A supply chain vulnerability and risk assessment should be an integral part of any overall supply chain strategy analysis. Unfortunately, this is rarely the case.

Many businesses don’t address supply chain vulnerability and aren’t prepared for potential supply chain disruptions due to either random acts of nature or deliberate actions. The recent West Coast port strike is an excellent example of where advanced planning could have made a significant difference. Once containers are already in the port, or on a ship in the queue outside the harbor, it’s already too late.

So, how can you go about assessing supply chain risk? A proper vulnerability analysis is a three-step holistic process that encompasses the entire supply chain, starting with a company’s customers and the products they purchase, then working back to the upper-most tier of raw material suppliers.

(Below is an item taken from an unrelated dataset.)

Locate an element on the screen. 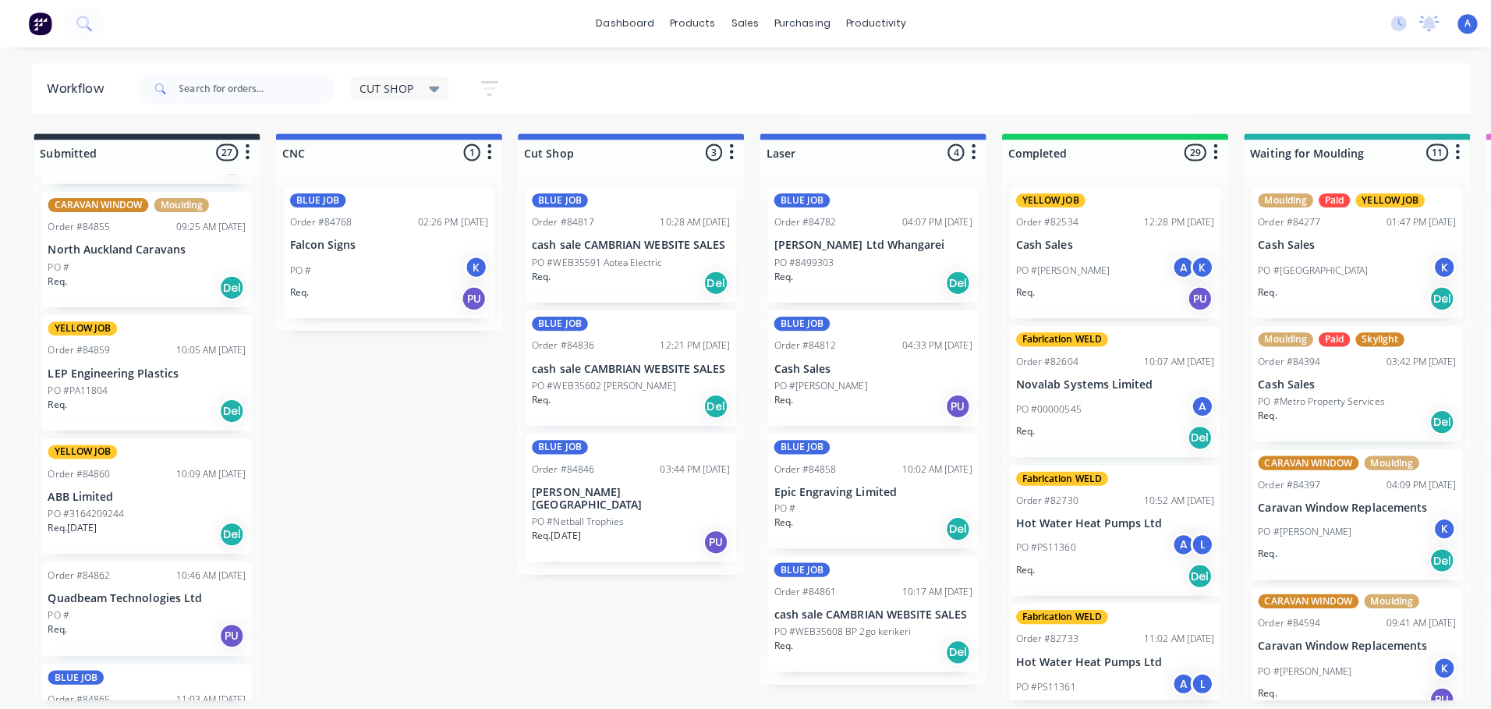 The height and width of the screenshot is (709, 1491). div: CARAVAN WINDOW is located at coordinates (1298, 459).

  1. Preliminary discussion. This phase focuses on education, informal company assessment of risk, supply chain description, and fundamental strategic drivers. A rigorous study involves formal supply chain mapping to include commodities, facilities, inventory, transportation, customer locations, and information flow details.
  2. Audit. Typically the most time-consuming phase, the audit consists of detailed information gathering. For example, prepare databases for raw materials, work-in-process products, and finished products that contain annual volume in units, sales and profits, number of sources, and location and contribution of each source. For raw materials and intermediate product items, annual sales and profits are the corresponding values summed across all the finished products for which they are part of the bill of materials.

    To evaluate the viability of vendors, gather a variety of financial, performance, and business environment data. You can then apply various predictive analytics and statistical methods to develop models of vendor success or failure.

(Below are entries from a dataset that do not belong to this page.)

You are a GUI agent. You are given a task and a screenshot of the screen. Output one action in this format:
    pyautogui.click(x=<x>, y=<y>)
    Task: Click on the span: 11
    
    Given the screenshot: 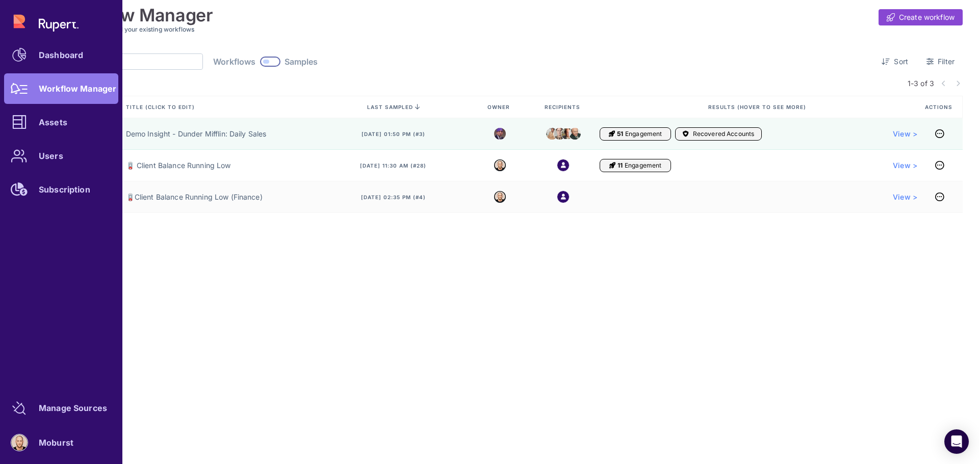 What is the action you would take?
    pyautogui.click(x=620, y=166)
    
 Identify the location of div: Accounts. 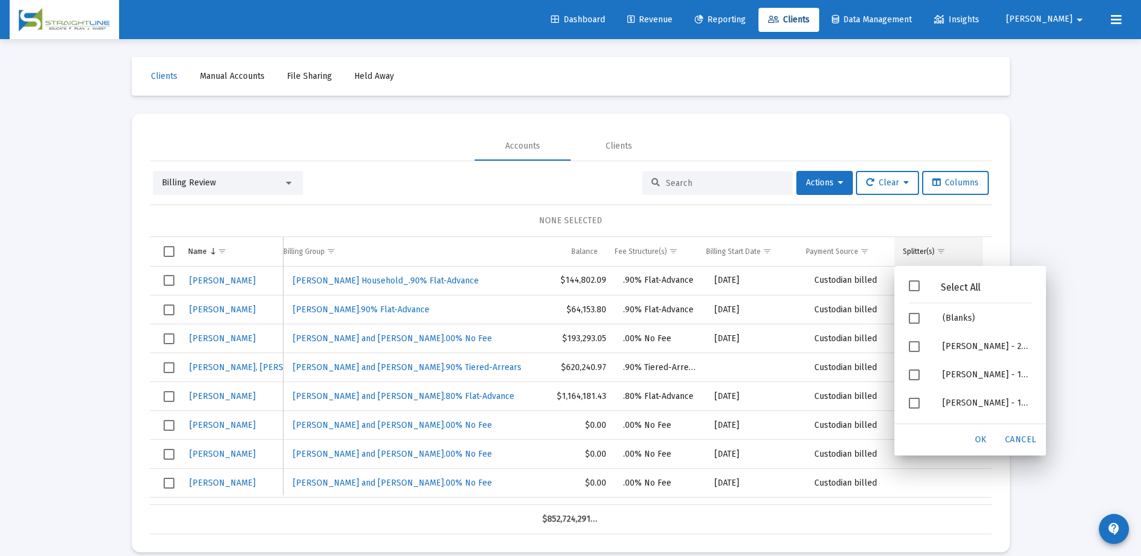
(523, 146).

    This step requires time, patience, persistence, expertise, and management commitment to an ongoing program of vendor evaluations. A supply chain map should include:

    • Descriptive data.
    • Commodities (raw material, intermediate product, finished product).
    • Locations (supplier, manufacturing, port, distribution center, crossdock, pool point, customer).
    • Major channels (especially critical in omni-channel environments).
    • Customer demand data (preferably at a line-item level of transaction detail).
    • Facility costs and capacities (procurement, manufacturing, distribution center, port handling, inventory).
    • Transportation costs and historical utilization (preferably by lane/mode/shipment size).
    • Duties and taxes, if applicable.
    • Detailed historical flows by link, location, and commodity.
  3. Create a model using advanced network analytics. Use this opportunity to redesign the supply chain and ask questions about location, capacities, customer service, and sustainability goals. Here are four examples of possible analyses for a vulnerability assessment:
    • Eliminating facility locations one at a time, two at a time, and so on.
    • Forcing service to critical customers from secondary locations.
    • Forcing allocation of a portion of procurement and manufacturing activity to secondary locations to diversify risk.
    • Following the prescriptive optimization-based analysis with a detailed, day-by-day descriptive simulation of a proposed network.

      Waiting to address your company’s supply chain vulnerability is a serious mistake, with potentially catastrophic consequences. It is well beyond time to dedicate resources to careful planning and formal risk mitigation.